New collaborations such as the links developed between Apple, Google and AT&T in the personal computing, mapping and telephony markets were critical to develop the iPhone. The combination of the different skills that each of the companies brought together has significantly advanced the products and services around mobile computing and hints at the evolution of IT into a post PC era. Other collaborations include LucasArts and ILM highlighting the increased convergence between the film and the games industry.
Similarly the collaborations made through the merging of science in areas such as biotech and genetech are creating new markets and business sectors. Biotechnology combines disciplines like genetics, molecular biology, biochemistry, embryology and cell biology, which are in turn linked to practical disciplines like chemical engineering, information technology, and robotics. Whilst there is a long history of biotech the convergence started to gather speed in the early 80’s when it became possible to patent genetically modified micro organisms opening up the economic potential for biotech.

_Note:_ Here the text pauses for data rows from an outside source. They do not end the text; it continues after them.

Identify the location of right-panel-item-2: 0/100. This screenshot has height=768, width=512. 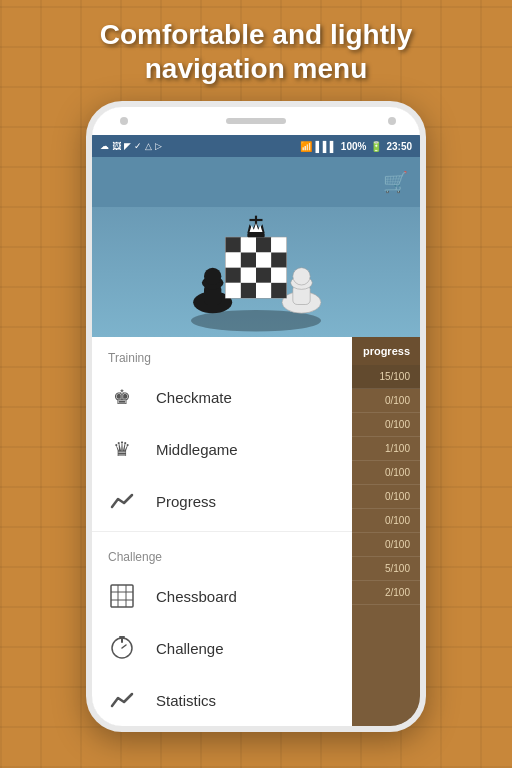
(386, 425).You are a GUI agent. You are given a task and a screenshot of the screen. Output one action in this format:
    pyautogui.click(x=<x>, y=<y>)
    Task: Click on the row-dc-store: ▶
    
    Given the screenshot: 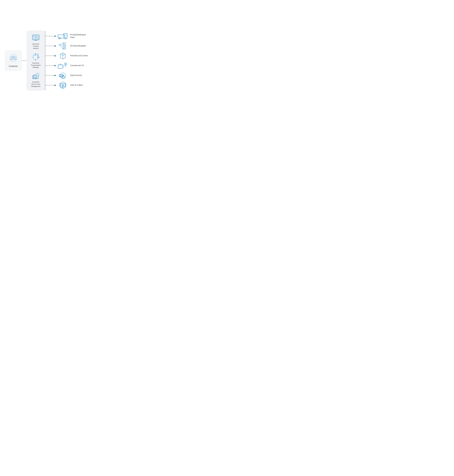 What is the action you would take?
    pyautogui.click(x=78, y=46)
    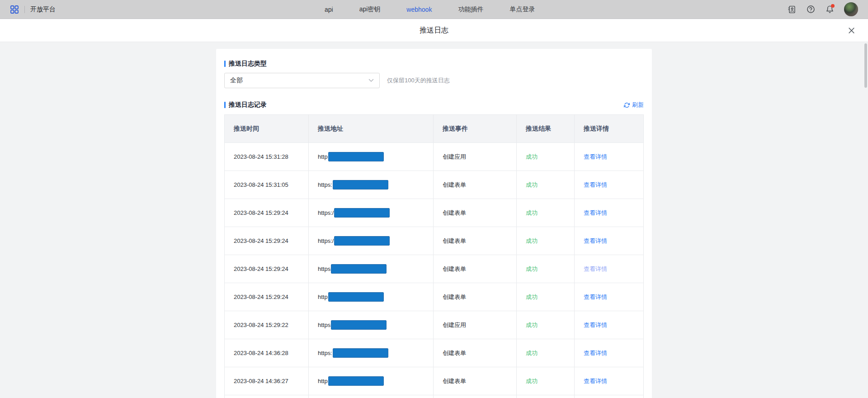  Describe the element at coordinates (419, 81) in the screenshot. I see `retention-note: 仅保留100天的推送日志` at that location.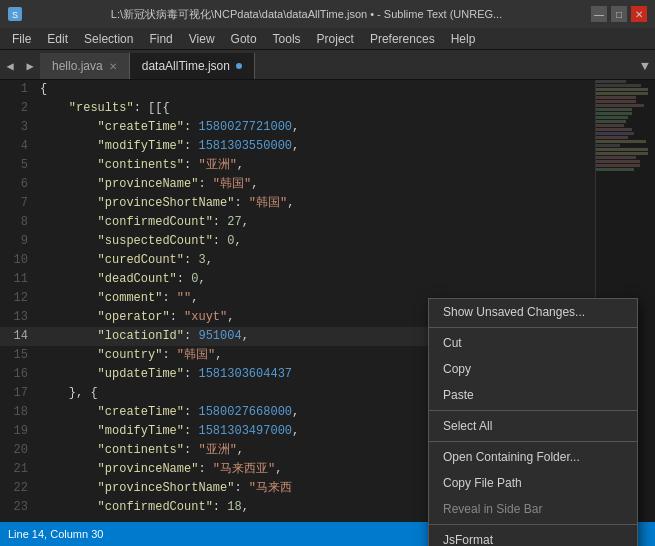  What do you see at coordinates (512, 457) in the screenshot?
I see `ctx-open-folder-label: Open Containing Folder...` at bounding box center [512, 457].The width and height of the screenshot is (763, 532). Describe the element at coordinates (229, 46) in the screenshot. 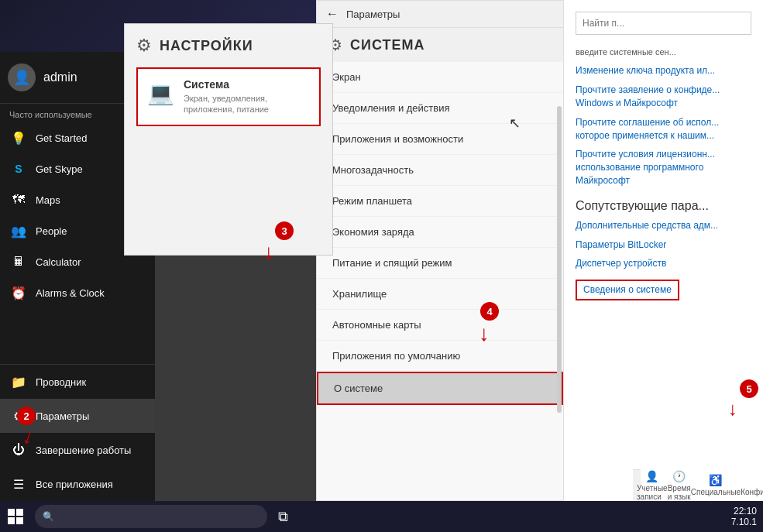

I see `params-header: ⚙ НАСТРОЙКИ` at that location.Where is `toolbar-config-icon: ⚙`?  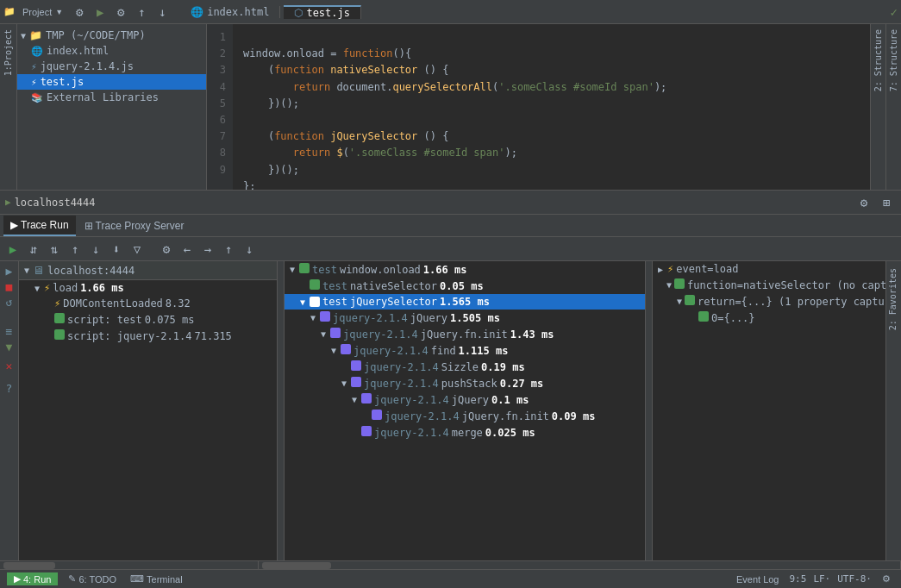
toolbar-config-icon: ⚙ is located at coordinates (121, 12).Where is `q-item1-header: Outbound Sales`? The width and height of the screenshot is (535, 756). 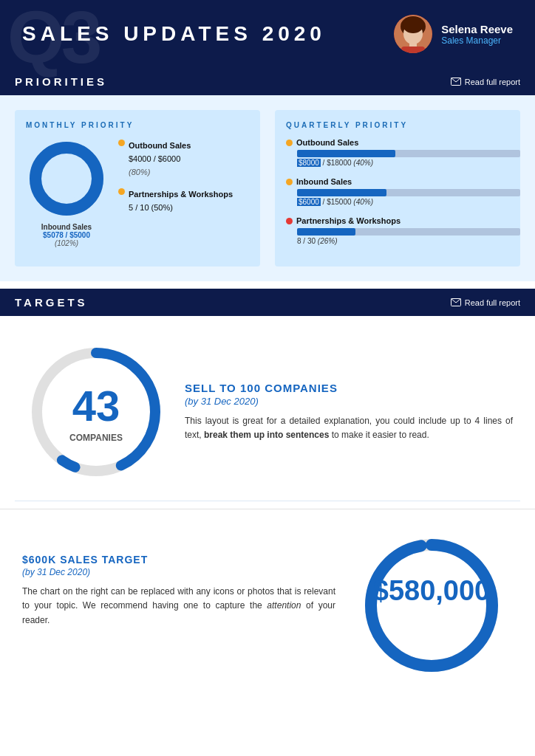 q-item1-header: Outbound Sales is located at coordinates (398, 142).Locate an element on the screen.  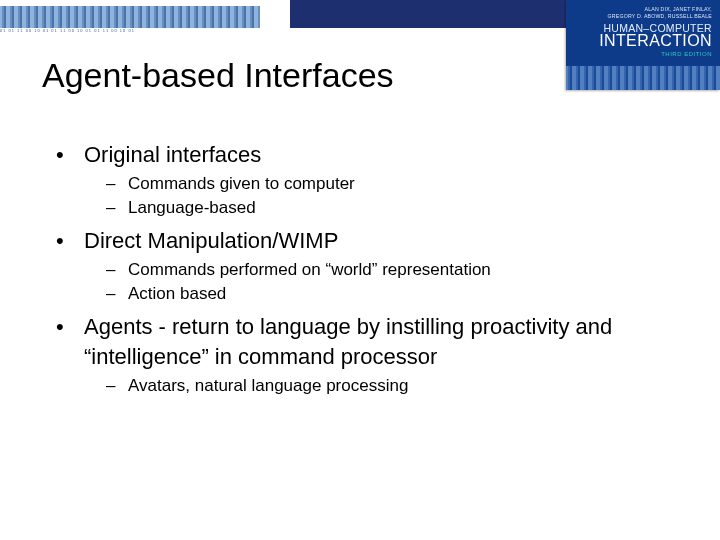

The combination of sectors also appears as companies seek to create new and niche markets catering to an increasingly mass customised economy. Health tourism is such an example where companies are providing, and people are purchasing, the ability to have medical treatment in a location other than their home area either for economic or ethical reasons. The convergence however is that such treatments are often cosmetic or not clinically required and as such are being made as a consumer transaction. The ability to stay in a nice place whilst this occurs becomes a need not a desire.
So what are the trends and how will it impact the built environment.